JL. I am so grateful for the support I had of so many dedicated and inspirational teachers and mentors over the years. They believed in me despite less than ideal results and saw something in me and my classmates that couldn’t be simply measured by metrics. In spite of being crushed by overwork and bureaucracy, they always had time for us. One of my favourite literature teachers in JC, though, told me to avoid the Ministry of Education and its scholarships at all costs. He told me quite plainly that he did not want the system to kill my love for literature. I remember in particular his acerbic humour that made many of us realize some of the absurdity of the high stakes, the high pressure, that came with preparing for the GCE “A” Levels.
Working with Philip at NUS was also a fantastic experience. He understood the balancing act that I was doing: working full time, raising two small children, and trying to write a Master’s thesis on Singapore literature. I think, in Singapore, the best things that mentors can do are to recognize their mentees as complex human beings, and to give them ways to think outside the system.
SP. In your Facebook post, you wondered aloud if the so-called meritocratic Singaporean system isn’t “the same hierarchical, class-based, profoundly competitive British system intensified to a kind of Brave New World scenario.” I personally believe that the educational legacy of the British Empire still has a profound effect on Singapore, that we are still living with colonial assumptions about race, class, and ability. As a scholar of postcolonial literatures, could you suggest some productive lines of inquiry into this colonial link?
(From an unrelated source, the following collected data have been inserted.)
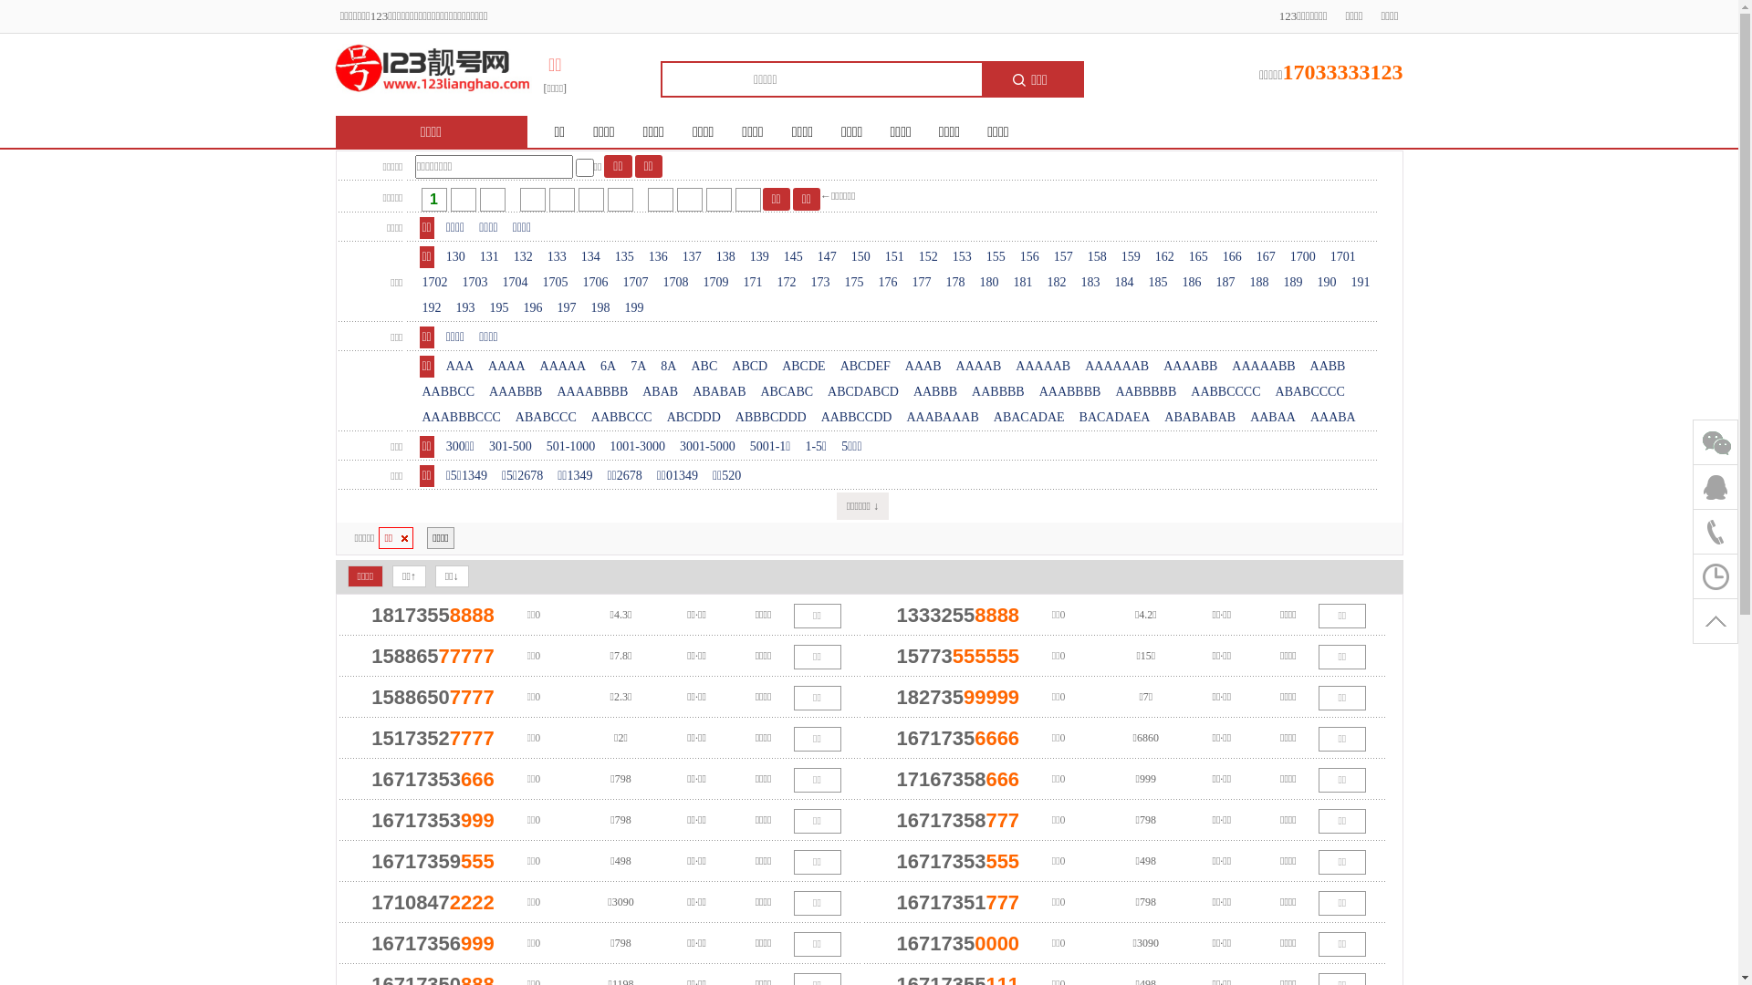 The height and width of the screenshot is (985, 1752). Describe the element at coordinates (962, 257) in the screenshot. I see `153` at that location.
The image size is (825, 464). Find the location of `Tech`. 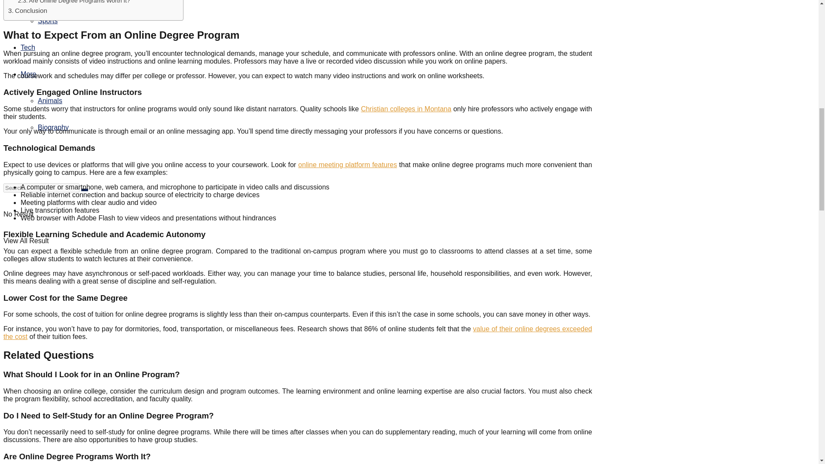

Tech is located at coordinates (28, 47).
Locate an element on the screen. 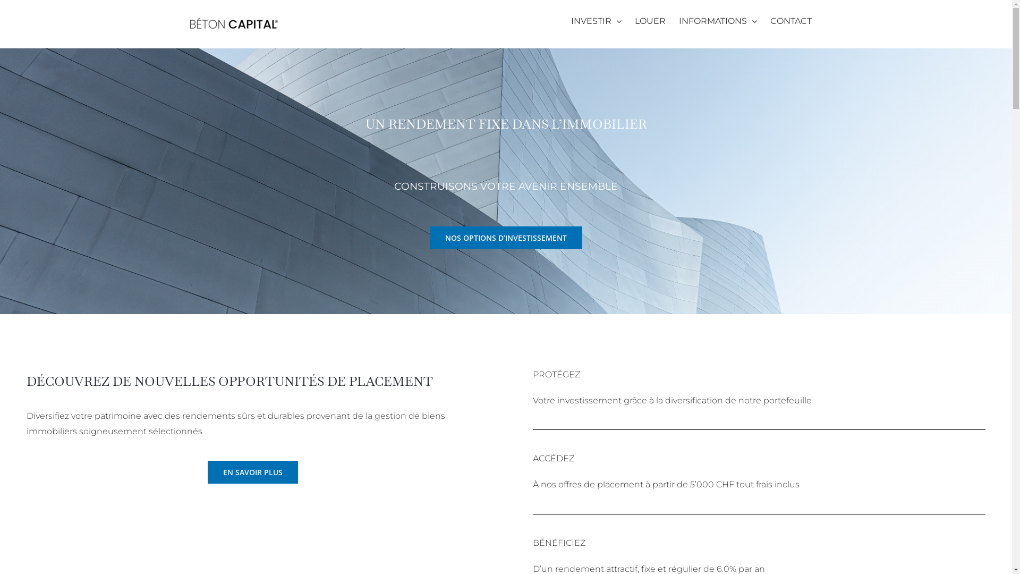  INVESTIR is located at coordinates (596, 21).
JL. One of the things that surprised me after I posted this on Facebook was how other scholars who had grown up and been educated in other parts of the British empire immediately recognized my experience in Singapore. From Ghana to Zimbabwe, Trinidad to Canada, my colleagues shared their experiences of having to read a canon of dead white men and dealing with an overwhelming focus on results. Sometimes, I think that one of the inadvertent benefits of Empire is that our masters gave us a common language with which to speak to each other. With that, of course, comes loss. I often think about the loss of Chinese dialects and culture, the loss of multilingual possibilities, the bifurcation of societies (and families) along linguistic and cultural lines. I think it’s important to think through how neocolonial assumptions about race, class, and ability affect public policy but also private lives. And I think that there is a lot of good work being done now in the arts, in art history, in urban studies, in literary and cultural studies that attempts to decolonize our thinking, our years of colonial education.
SP. Thanks so much for this conversation. I find my own experience strangely reflected and refracted in yours, and I’m sure many of our readers, American ones also, will find this to be true as well.